Sky Views: After #MeToo, we can't cast every man out into the wilderness

Tuesday 19 February 2019 21:44, UK
Hannah Thomas-Peter, US correspondent
I've spent the last year working on stories relating to consent and the abuse of power.
My team's documentary about Harvey Weinstein will air on Sky Atlantic on Oscars night.
In the space afforded before his trial begins, I've been thinking more broadly about the nature of penance and redemption in the #MeToo era.
The fall of the king of Hollywood and the movement it sparked has touched every part of society.
One news organisation is keeping a running tally of the number of politicians, CEOs, celebrities, performers and other public figures who have been accused of sexual misconduct since April 2017.
It's 263.
Barely a month seems to go by without a new person being added, and that's just the ones we know about.
In the face of all of this, it's easy to feel outraged.

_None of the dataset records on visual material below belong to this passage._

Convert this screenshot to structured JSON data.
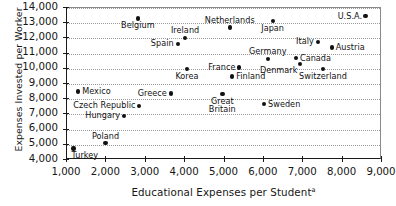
{
  "chart_data": {
    "type": "scatter",
    "title": "",
    "xlabel": "Educational Expenses per Student",
    "xlabel_superscript": "a",
    "ylabel": "Expenses Invested per Worker",
    "xlim": [
      600,
      9000
    ],
    "ylim": [
      4000,
      14000
    ],
    "xticks": [
      1000,
      2000,
      3000,
      4000,
      5000,
      6000,
      7000,
      8000,
      9000
    ],
    "xtick_labels": [
      "1,000",
      "2,000",
      "3,000",
      "4,000",
      "5,000",
      "6,000",
      "7,000",
      "8,000",
      "9,000"
    ],
    "yticks": [
      4000,
      5000,
      6000,
      7000,
      8000,
      9000,
      10000,
      11000,
      12000,
      13000,
      14000
    ],
    "ytick_labels": [
      "4,000",
      "5,000",
      "6,000",
      "7,000",
      "8,000",
      "9,000",
      "10,000",
      "11,000",
      "12,000",
      "13,000",
      "14,000"
    ],
    "grid": "horizontal-dotted",
    "legend": "none",
    "points": [
      {
        "name": "Belgium",
        "x": 2830,
        "y": 13250,
        "label_pos": "below"
      },
      {
        "name": "Netherlands",
        "x": 5160,
        "y": 12660,
        "label_pos": "above"
      },
      {
        "name": "Ireland",
        "x": 4020,
        "y": 11980,
        "label_pos": "above"
      },
      {
        "name": "Spain",
        "x": 3840,
        "y": 11570,
        "label_pos": "left"
      },
      {
        "name": "Japan",
        "x": 6250,
        "y": 13080,
        "label_pos": "below"
      },
      {
        "name": "U.S.A.",
        "x": 8610,
        "y": 13400,
        "label_pos": "left"
      },
      {
        "name": "Italy",
        "x": 7400,
        "y": 11710,
        "label_pos": "left"
      },
      {
        "name": "Austria",
        "x": 7750,
        "y": 11340,
        "label_pos": "right"
      },
      {
        "name": "Germany",
        "x": 6130,
        "y": 10580,
        "label_pos": "above"
      },
      {
        "name": "Canada",
        "x": 6840,
        "y": 10640,
        "label_pos": "right"
      },
      {
        "name": "France",
        "x": 5400,
        "y": 10020,
        "label_pos": "left"
      },
      {
        "name": "Denmark",
        "x": 6940,
        "y": 10230,
        "label_pos": "below-left"
      },
      {
        "name": "Switzerland",
        "x": 7530,
        "y": 9940,
        "label_pos": "below"
      },
      {
        "name": "Korea",
        "x": 4070,
        "y": 9920,
        "label_pos": "below"
      },
      {
        "name": "Finland",
        "x": 5220,
        "y": 9420,
        "label_pos": "right"
      },
      {
        "name": "Greece",
        "x": 3660,
        "y": 8300,
        "label_pos": "left"
      },
      {
        "name": "Mexico",
        "x": 1310,
        "y": 8430,
        "label_pos": "right"
      },
      {
        "name": "Great Britain",
        "x": 4970,
        "y": 8270,
        "label_pos": "below-2line"
      },
      {
        "name": "Sweden",
        "x": 6030,
        "y": 7600,
        "label_pos": "right"
      },
      {
        "name": "Czech Republic",
        "x": 2860,
        "y": 7500,
        "label_pos": "left"
      },
      {
        "name": "Hungary",
        "x": 2480,
        "y": 6830,
        "label_pos": "left"
      },
      {
        "name": "Poland",
        "x": 2000,
        "y": 5050,
        "label_pos": "above"
      },
      {
        "name": "Turkey",
        "x": 1190,
        "y": 4700,
        "label_pos": "below-right"
      }
    ]
  }
}
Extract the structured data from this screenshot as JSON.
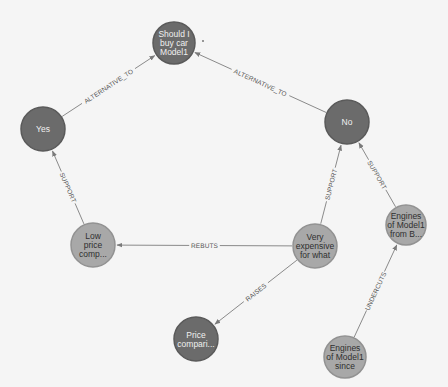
{
  "graph": {
    "nodes": [
      {
        "id": "question",
        "label_lines": [
          "Should I",
          "buy car",
          "Model1"
        ],
        "style": "dark",
        "cx": 174,
        "cy": 43,
        "r": 21
      },
      {
        "id": "yes",
        "label_lines": [
          "Yes"
        ],
        "style": "dark",
        "cx": 43,
        "cy": 129,
        "r": 22
      },
      {
        "id": "no",
        "label_lines": [
          "No"
        ],
        "style": "dark",
        "cx": 347,
        "cy": 122,
        "r": 22
      },
      {
        "id": "low-price",
        "label_lines": [
          "Low",
          "price",
          "comp..."
        ],
        "style": "light",
        "cx": 93,
        "cy": 245,
        "r": 22
      },
      {
        "id": "very-expensive",
        "label_lines": [
          "Very",
          "expensive",
          "for what"
        ],
        "style": "light",
        "cx": 315,
        "cy": 246,
        "r": 22
      },
      {
        "id": "engines-from",
        "label_lines": [
          "Engines",
          "of Model1",
          "from B..."
        ],
        "style": "light",
        "cx": 406,
        "cy": 225,
        "r": 20
      },
      {
        "id": "price-compari",
        "label_lines": [
          "Price",
          "compari..."
        ],
        "style": "dark",
        "cx": 196,
        "cy": 339,
        "r": 22
      },
      {
        "id": "engines-since",
        "label_lines": [
          "Engines",
          "of Model1",
          "since"
        ],
        "style": "light",
        "cx": 345,
        "cy": 357,
        "r": 21
      }
    ],
    "edges": [
      {
        "from": "yes",
        "to": "question",
        "label": "ALTERNATIVE_TO"
      },
      {
        "from": "no",
        "to": "question",
        "label": "ALTERNATIVE_TO"
      },
      {
        "from": "low-price",
        "to": "yes",
        "label": "SUPPORT"
      },
      {
        "from": "very-expensive",
        "to": "no",
        "label": "SUPPORT"
      },
      {
        "from": "engines-from",
        "to": "no",
        "label": "SUPPORT"
      },
      {
        "from": "very-expensive",
        "to": "low-price",
        "label": "REBUTS"
      },
      {
        "from": "very-expensive",
        "to": "price-compari",
        "label": "RAISES"
      },
      {
        "from": "engines-since",
        "to": "engines-from",
        "label": "UNDERCUTS"
      }
    ]
  },
  "colors": {
    "background": "#f5f5f5",
    "dark_node": "#6b6b6b",
    "light_node": "#a8a8a8",
    "edge": "#8a8a8a",
    "edge_label": "#555555"
  }
}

Certainly, I think outrage has been a useful way to swing a pendulum that goodness knows needed swinging.
But now what?
There is an entire justice system for those whose alleged behaviour, like Harvey Weinstein's, reaches the threshold for criminal charges.
What do we do about those who don't?
At the moment, I think we are writing those rules on the fly, and perhaps we are falling short, our progress in this debate stymied by anger, shame and disgust.

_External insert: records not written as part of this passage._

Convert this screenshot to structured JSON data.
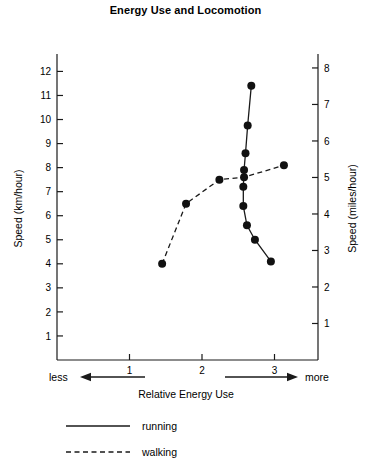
{
  "chart_data": {
    "type": "line",
    "title": "Energy Use and Locomotion",
    "xlabel": "Relative Energy Use",
    "ylabel": "Speed (km/hour)",
    "y2label": "Speed (miles/hour)",
    "xlim": [
      0.0,
      3.6
    ],
    "ylim": [
      0,
      12.6
    ],
    "y2lim": [
      0,
      8.3
    ],
    "xticks": [
      1,
      2,
      3
    ],
    "yticks": [
      1,
      2,
      3,
      4,
      5,
      6,
      7,
      8,
      9,
      10,
      11,
      12
    ],
    "y2ticks": [
      1,
      2,
      3,
      4,
      5,
      6,
      7,
      8
    ],
    "grid": false,
    "legend_position": "bottom-left",
    "x_axis_annotations": {
      "left_label": "less",
      "right_label": "more"
    },
    "series": [
      {
        "name": "running",
        "style": "solid",
        "marker": "filled-circle",
        "points": [
          {
            "x": 2.68,
            "y": 11.4
          },
          {
            "x": 2.63,
            "y": 9.75
          },
          {
            "x": 2.6,
            "y": 8.6
          },
          {
            "x": 2.58,
            "y": 7.9
          },
          {
            "x": 2.57,
            "y": 7.2
          },
          {
            "x": 2.57,
            "y": 6.4
          },
          {
            "x": 2.62,
            "y": 5.6
          },
          {
            "x": 2.73,
            "y": 5.0
          },
          {
            "x": 2.95,
            "y": 4.1
          }
        ]
      },
      {
        "name": "walking",
        "style": "dashed",
        "marker": "filled-circle",
        "points": [
          {
            "x": 1.45,
            "y": 4.0
          },
          {
            "x": 1.78,
            "y": 6.5
          },
          {
            "x": 2.24,
            "y": 7.5
          },
          {
            "x": 2.58,
            "y": 7.6
          },
          {
            "x": 3.13,
            "y": 8.1
          }
        ]
      }
    ]
  },
  "legend": {
    "items": [
      {
        "label": "running",
        "style": "solid"
      },
      {
        "label": "walking",
        "style": "dashed"
      }
    ]
  }
}
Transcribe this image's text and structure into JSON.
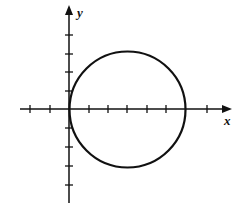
{
  "diagram": {
    "type": "circle on coordinate axes",
    "x_axis_label": "x",
    "y_axis_label": "y",
    "origin_px": [
      69,
      109
    ],
    "tick_spacing_px": 19.5,
    "x_ticks": [
      -2,
      -1,
      1,
      2,
      3,
      4,
      5,
      6,
      7
    ],
    "y_ticks": [
      4,
      3,
      2,
      1,
      -1,
      -2,
      -3,
      -4
    ],
    "circle": {
      "center": [
        3,
        0
      ],
      "radius": 3
    },
    "colors": {
      "stroke": "#111111",
      "background": "#ffffff"
    }
  }
}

Consider comedian Louis C.K.
He admitted to masturbating and exposing himself in front of women without their consent.
Now he is trying to return to the stage.
There have been howls of outrage about this attempt.
Instinctively, and personally, I agree; hasn't he forfeited his right to a potentially lucrative career because of his truly awful behaviour?
But when I stop to think about it properly, the answer should be no.
Because are we really saying that when people do idiotic, destructive things, they are not allowed to try and recover? To become useful and productive again?
Louis C.K. might not, the market will decide, but I defend his right to try.
And what about all those people who have been accused of less egregious behaviour?
The inappropriate comments, opportunism, clumsy "flirting", misread social cues, the unthinking exploitation of a power imbalance… the stuff that eventually goes on in almost every situation where people come in to contact with one another.
I'm not for one single moment suggesting there shouldn't be consequences for these things.
But I know now that there are simply too many men who've transgressed our rightly redrawn boundaries to cast them all out in to the wilderness with no way back.
I'm not talking about forgiveness.
That is for survivors to decide and nobody else's business.
But I suppose I am talking about redemption, restitution, and to an extent reconciliation, and how that might be possible as we shape our post-Weinstein world.
The tools for achieving these things is for another Sky Views column, on another day.